We heard a lot about what will happen to all of us – not just the government – on the 27th of April 2021, at the major anti-government protests led by Jaša Jenull, the son of the Supreme State Prosecutor; Živa Vidmar, a descendant of one of the founders of the anti-imperialist front against the USA, France, and Great Britain, and Boris A. Novak, nephew of the cruel murderer, responsible for the massacres at the Krimska Cave in 1942. The “cast” was important, and so was its message. While the creepy march called Let’s Sharpen Our Scythes (Nabrusimo kose in Slovenian) was playing, the crowd shouted: “Revolution, revolution!”
The crowd also carried flags – mainly the following two: the Yugoslavian flag and the flag of the League of Communists of Slovenia, which read: “Proletarians of all countries, unite.” Once again, we also saw the infamous inscriptions: “The end of Capitalism,” and “For the abolition of the party system.”
And choirmaster Jenull was shouting: “Whose are the streets?” – “Ours!” “Whose are the roads?” – “Ours!” “Whose are the bridges?” – “Ours!” “Whose are the schools?” – “Ours!” “Whose is the parliament?” – “Ours!” “Whose is the government?” – “Ours!” “Whose is the power?” – “Ours!”
It is painfully obvious what the incited masses actually want – not only absolute despotic power but also complete control over the means of production. It is clear that this is the new endgame. They are aware of the fact that the time has come for revolutionary ideas.

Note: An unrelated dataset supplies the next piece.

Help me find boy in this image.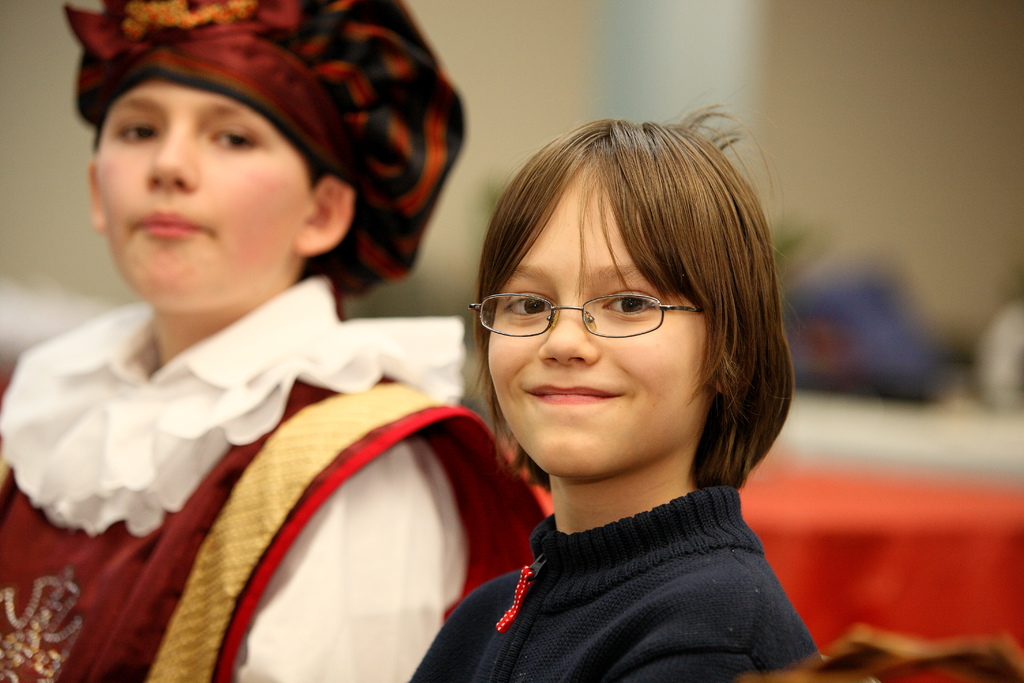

The coronavirus disease and the general discontent that the pandemic has caused among the people have been an excellent excuse for the violence they want, not only to chase away the current government but to trigger the next revolution for the long run, just like World War II triggered the first one.
After the April protest, a whole lot of other violent protests happened, officially as protests against the recovered-vaccinated-tested rule, but in reality, it was clear to those who spoke to the protesters that anti-capitalism tendencies and calls for anarchy and confiscation of private property were behind all of this once again. Granite cubes were thrown, they even fired a rocket at the National Assembly, and journalists from the conservative media outlets were being harassed. The autumn protests were also attended by dangerous Islamists who, by inertia, join the anarchists and socialists whenever they feel the shifts that could contribute to the gradual decline of Western Civilisation. The centre of Ljubljana thus became a permanently dangerous area for residents and visitors on Wednesday and Friday evenings, and families with children strictly avoided the area. We got the first Slovenian no-go area, which is very typical of Western European capitals.
This is the closest that the revolution has been in a long time. In parliament, the leading opposition party in its official political programme demands the nationalisation of private property (“We will transfer the ownership of companies to the state and local communities and establish workers’, farmers’, and consumers’ cooperatives.”). However, without this party, a left-wing coalition cannot be formed. But it will not be possible to fulfil the party’s programme, which demands the abolition of a system where the means of production are in private hands – which is also the dictionary definition of capitalism – without violence.
Hopefully, things have not gone too far just yet.